Huonville High hits the jackpot in Abu Dhabi

This southern Tasmanian school has long had a dream to be a beacon for a better world. Now it’s getting reward for its effort.

Toby Thorpe (left) and Zephryn Fox at work on a renewable energy project. PHOTO ABC

Toby Thorpe and Zephryn Fox at work on a renewable energy project. PHOTO ABC

For years, Huonville High under its former principal, Alison Grant, sought to become a beacon for learning about the environment, the climate and our carbon footprint.

I first became aware of that dream in May 2009, when teacher David Brown invited me to talk to his students about man-made climate change and its implications for their school and community.

Last winter I had the chance to see how things had developed at an “energy futures think tank” organised by environmental educator Nel Smit and led by Huonville High students Toby Thorpe and Zephryn Fox, at the Education Department’s Sustainability Learning Centre at Mt Nelson. A discussion led by expert outsiders ranged across solar energy, batteries and electric cars, inventing things, biofuels, energy auditing and the energy-efficient home.

Of my many encounters with students over the years, this one ranked as one of the best, because the students themselves were driving it. My take-home message was that anything seems possible when young people are given the chance to take a leading role.

Changing the direction of society takes time, work and resources. Huonville High put in the hard yards over many years, but at the time of that seminar it still lacked the resources needed to really make its community sit up and take notice.

But this month, when schools are supposed to be in summer hibernation, Huonville hit the jackpot.

Toby Thorpe (second from left) with other Oceania candidates for the Zayed prize. PHOTO Geoff Williamson

Toby Thorpe with other Oceania candidates for the Zayed prize, in Abu Dhabi. PHOTO Geoff Williamson

In Abu Dhabi, on behalf of his school, Toby was presented with the Oceania award for the Zayed Future Energy Prize for Global High Schools by the city’s Crown Prince, Sheik Mohammed bin Zayed. There were four other winners, schools in Ireland, Bolivia, Kenya and Bali.

The annual Zayed prize, celebrating innovation, vision and leadership in renewable energy and sustainability, pays tribute to the former president of the United Arab Emirates, Sheikh Zayed bin Sultan al Nahyan, who championed environmental stewardship.

The prize provides Huonville High with $US100,000, or a little over $130,000 Australian. That level of funding for sustainability studies is rare or unprecedented in Australia for a single public school, opening up prospects that the school could previously only dream about.

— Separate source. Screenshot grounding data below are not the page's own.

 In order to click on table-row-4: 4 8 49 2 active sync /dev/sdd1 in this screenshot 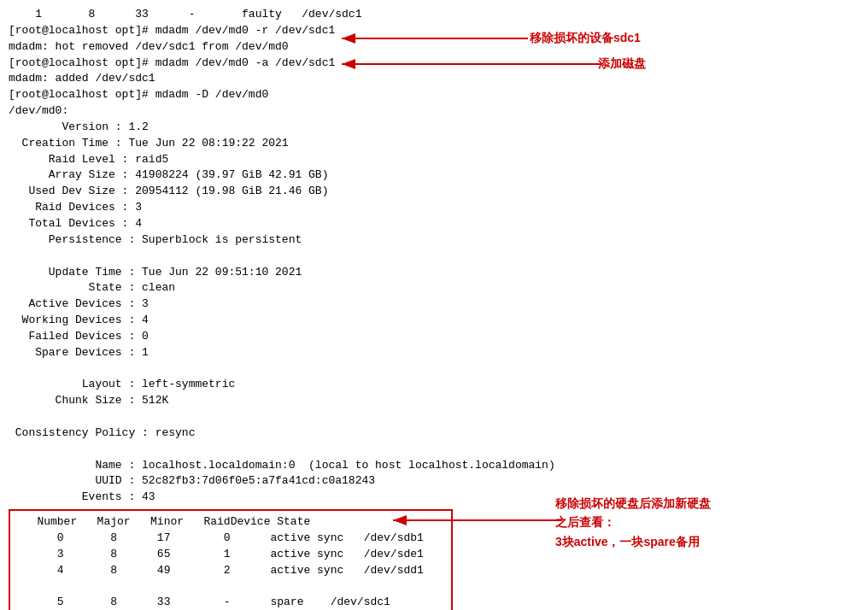, I will do `click(231, 571)`.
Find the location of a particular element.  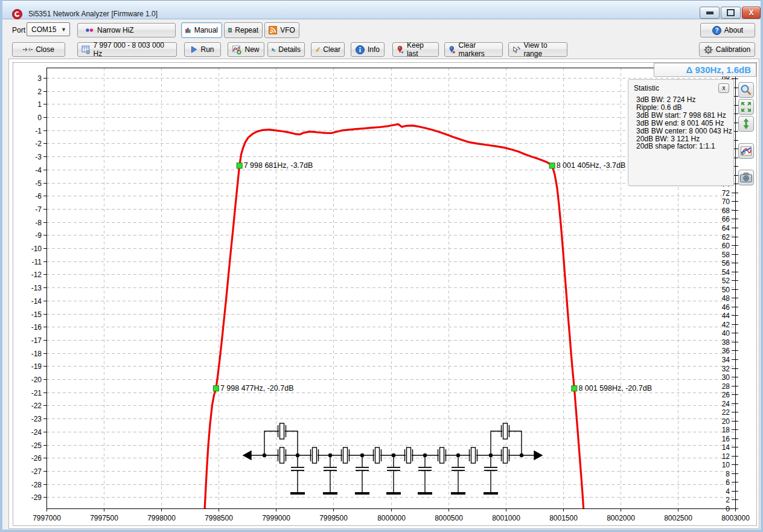

y-right-axis-label: 46 is located at coordinates (726, 307).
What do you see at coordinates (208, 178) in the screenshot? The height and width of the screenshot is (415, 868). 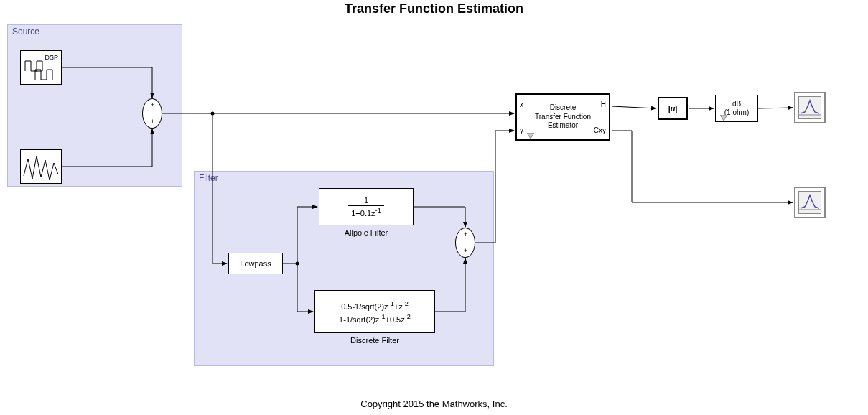 I see `region-filter-label: Filter` at bounding box center [208, 178].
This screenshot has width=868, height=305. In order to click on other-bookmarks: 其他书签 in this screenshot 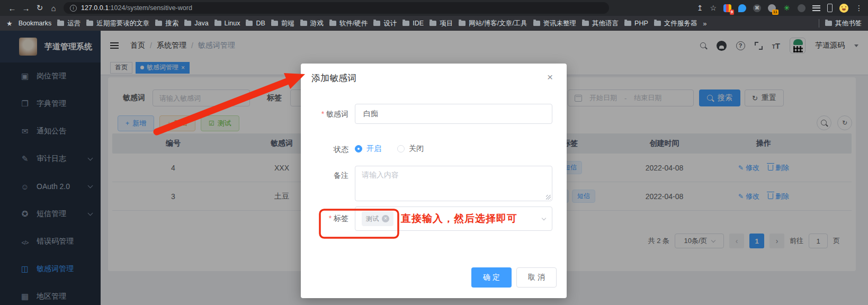, I will do `click(843, 23)`.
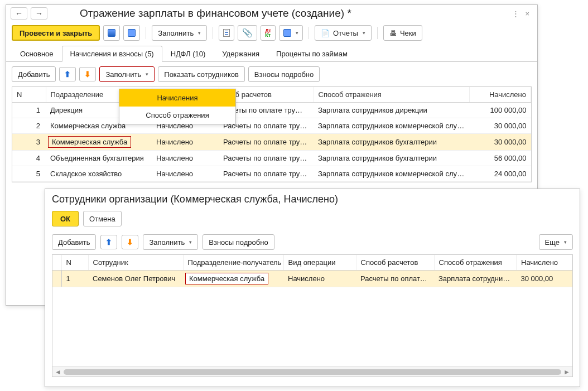  I want to click on tab-deductions: Удержания, so click(241, 54).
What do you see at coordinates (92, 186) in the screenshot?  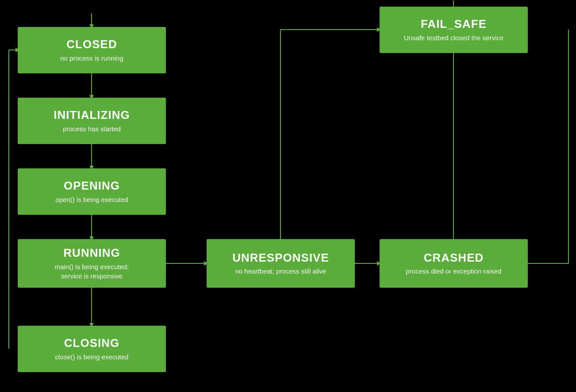 I see `opening-title: OPENING` at bounding box center [92, 186].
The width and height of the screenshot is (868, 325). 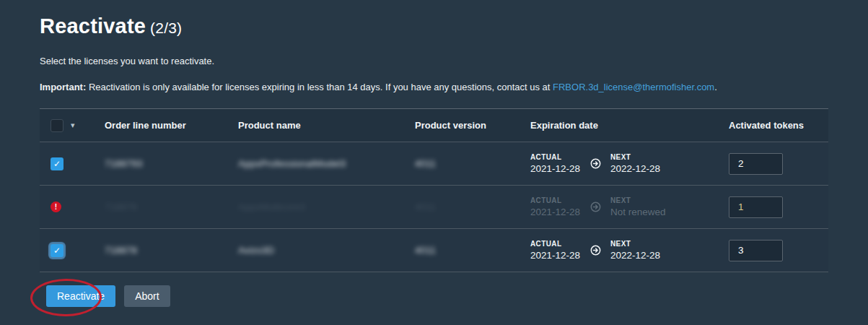 I want to click on next-status: Not renewed, so click(x=638, y=212).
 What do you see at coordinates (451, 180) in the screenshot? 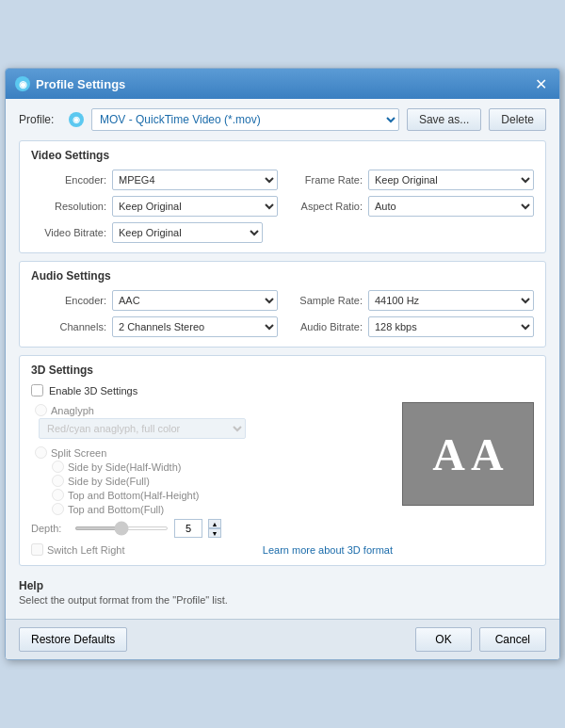
I see `frame-rate-select: Keep Original` at bounding box center [451, 180].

The school’s solar array produces 2.5 per cent of its energy needs; Zayed funding will raise that to 60 per cent. A disused campus building will be made into a “Zayed Energy Hub” showcasing solar PV, battery storage, insulation, low-carbon lighting and heating and smart energy management.

The prize complements the school’s existing effort in science, technology, engineering and mathematics, as a pilot school for EnergyWise, a TasNetworks-Greening Australia program producing resources and curriculum materials, which gets under way this year.

Besides transforming the school, says Toby Thorpe, the prize offers opportunities for students and the broader community to learn about renewable energy. His new principal, Geoff Williamson, sees his school contributing to “a global blueprint” for schools offering renewable energy studies.

These are worthy and eminently achievable aims. Huonville is in a growing cohort of schools, households and communities who see the future value of distributed renewable energy. A total of 27.4 million solar panels now grace Australian roofs, more than one for every single citizen.

But cutting back our uncontrolled carbon emissions demands a whole-of-society, whole-of-economy response that this country has barely begun to address. Compared to that, one grant of $130,000 to one school in the Huon Valley is chickenfeed.

Energy minister Matthew Groom congratulated the school, but he, his government and their federal counterparts should be considering the level of resources required to make a difference community-wide, and come up with something more than our present, pathetically inadequate climate response.

Every journey starts with a step. I’m glad the minister was pleased at this step because it suggests he sees value in what the school is doing, and gives a glimmer of hope that he will come to see why this kind of effort is needed on a much larger scale.

The Zayed prize will enable Huonville High to show its community how good energy management can work for everyone. If a smidgin of that awareness could filter through to people with influence in the wider world we might start to get somewhere.